Lecture Presentations:
Jin Hi Kim is Adjunct Assistant Professor of Music at Wesleyan University. Kim has given lectures about Korean music and her compositional concept ‘Living Tones’ at over 200 universities in the USA including Cornell University, Yale University, Duke University, Indiana University, Wellesley College, Peabody Conservatory, The New School, New England Conservatory, Dartmouth College, University of Minnesota, Stanford University, UC San Diego, and University of Michigan. 

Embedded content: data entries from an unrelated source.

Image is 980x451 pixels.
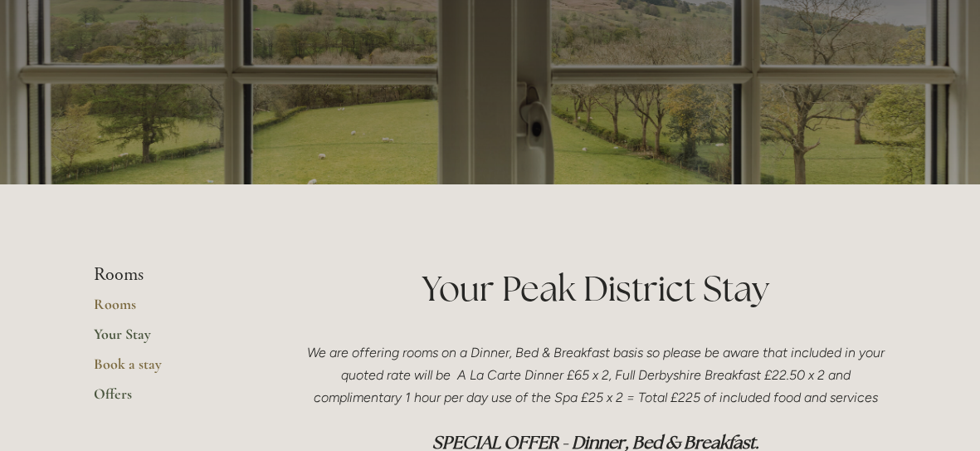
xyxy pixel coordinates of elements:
[306,263,887,313] h1: Your Peak District Stay
[94,384,252,414] a: Offers
[307,344,888,405] em: We are offering rooms on a Dinner, Bed & Breakfast basis so please be aware that included in your...
[94,324,252,354] a: Your Stay
[94,263,252,285] li: Rooms
[94,354,252,384] a: Book a stay
[94,294,252,324] a: Rooms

Cross-cultural Music Meditation Workshop:
During the New Haven Symphony Music Alive Composer in Residence (2009-2011), Kim developed a Cross-Cultural Music Mediation (CCMM) Workshop. CCMM introduces participants to meditative practices while providing opportunities to create together playing Asian percussion instruments that have an historic role in various Asian meditation practices. The project has been highly successful with proven benefits for multi-generational community including students, seniors, teachers, and clients at the CT Mental Health Center at Yale. She was 2013 McKnight Visiting Composer and 2014 Artist-In-Residence at Lou Harrison House to present CCMM workshops for the Minneapolis community and the community in Joshua Tree, California. She is a recipient of Arts Catalyze Placemaking - Arts Leadership grant from the Department of Economic and Community Development (DECD)/Connecticut Office of the Arts (COA) that allows Kim to present her CCMM at New London Maritime Society, Intense Education Academy (Hartford), and CT Mental Health Center in New Haven in 2014-2015.